Ouroboros

“Help! Someone help me! Please!” I held my future self, her blood flowing through my fingers. It wasn’t supposed to be like this. This was just another adventure. No one dies during an adventure, at least not one of us.
She blinked, coughed, and turned her head to focus on me. “Hey,” she whispered, “I saved you this time.”

“What?” I turned to Bob and shouted, “Do something! Save her!” Bob stared at me, at us, looking like a befuddled old man and not an alien master of time.

“I can’t. This is out of my hands,” he said.

“Why? Why can’t you do anything?” The body I held jerked and became very still.

“You’ve made this loop several times already. When we started this mess, I needed you to be in two places at once. So, I sent a future you back to the start. The first time you, past you, died. You, future you, couldn’t accept that so you went back again and sacrificed yourself for your past self. Again you couldn’t accept your own death and went back again. And again. And again.”

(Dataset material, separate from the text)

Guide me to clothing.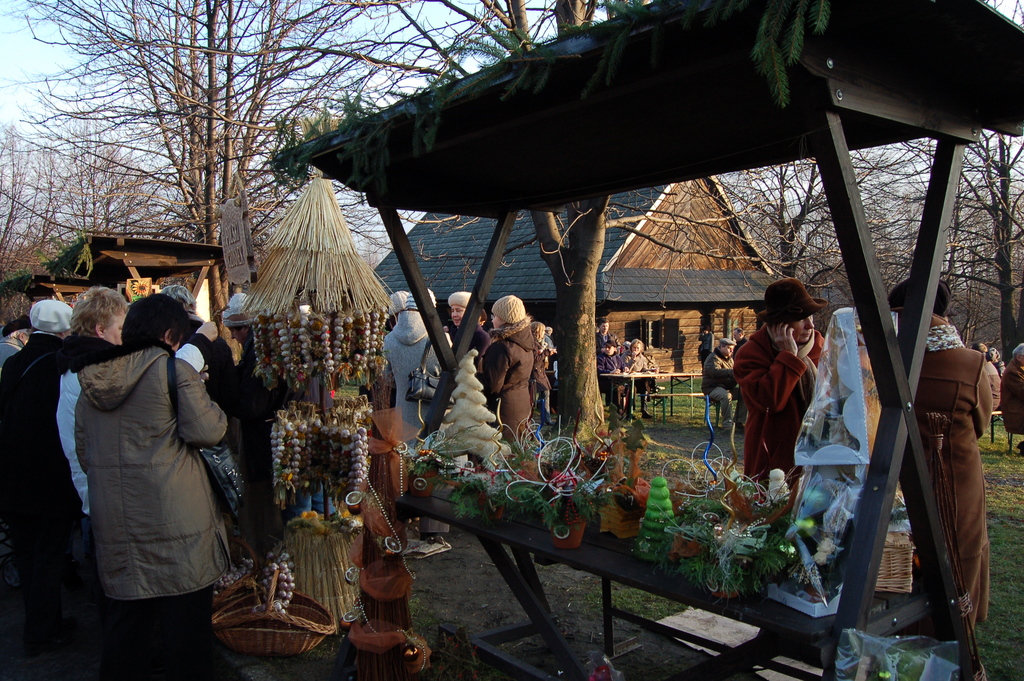
Guidance: pyautogui.locateOnScreen(370, 306, 464, 437).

“Why haven’t you stopped me?”

“I tried but you never want to listen to me.” He paused and stared at me. “But you’re listening now, aren’t you?”

“Is this how I’m going to die?” I asked looking at my dead body.”

“Of course not,” Bob scoffed.

“But don’t I have to go back to prevent a paradox?”

“Please, you looped back in time a few times and died. It’s not the end of the universe. Paradoxes don’t exist. Your little human mind can’t conceive of the actual structure of space and time that always exists at all points in time. Time travel is messy. It leaves behind odd traces and tracks through the loops. You are ouroboros. The snake that eats it’s own tail. Most people think the future is the head eating the tail of the past but the truth is the past eats the future. You don’t have to go back in time and do everything she did because she already did it.”

“Why did you let me try to save myself?”

“Because you have free will. Time is always happening at all points, from the beginning to the end, all of it is happening right now.”

“Do you remember me dying?”

“I see all of time. Of course, I remember you dying,” Bob said.

“Ten years from now, am I still with you?” I asked.

Bob looked through me to some point far away, “Yes.” He turned and spoke to his left, “Hush, I’m bridging two moments in time.”

“Ask me if should go back in time.”

“Yes, it’s your first loop. Should she keep looping?” Bob turned back to me, “You say no.”

“Why?” I asked.

“She’s asking why. … Ok, I’ll tell her. Because you lived. It’s a dead loop. The only way out is to let her go.”

“Tell her she’s a fat cow and I’ll see her in ten years to kick her ass.”

He smiled. “You’re a fat cow and she’s going to kick your ass in ten years. She’s laughing.” He closed his eyes and refocused on the present.

“Good. So, what do we do with her?” I gestured at the dead body.

“There are people who can take care of the body for us.”

“No, I want to do it. It’s the least I can do for her.”

“Ok, I’ll get the tarp and shovels,” he said walking off to the car.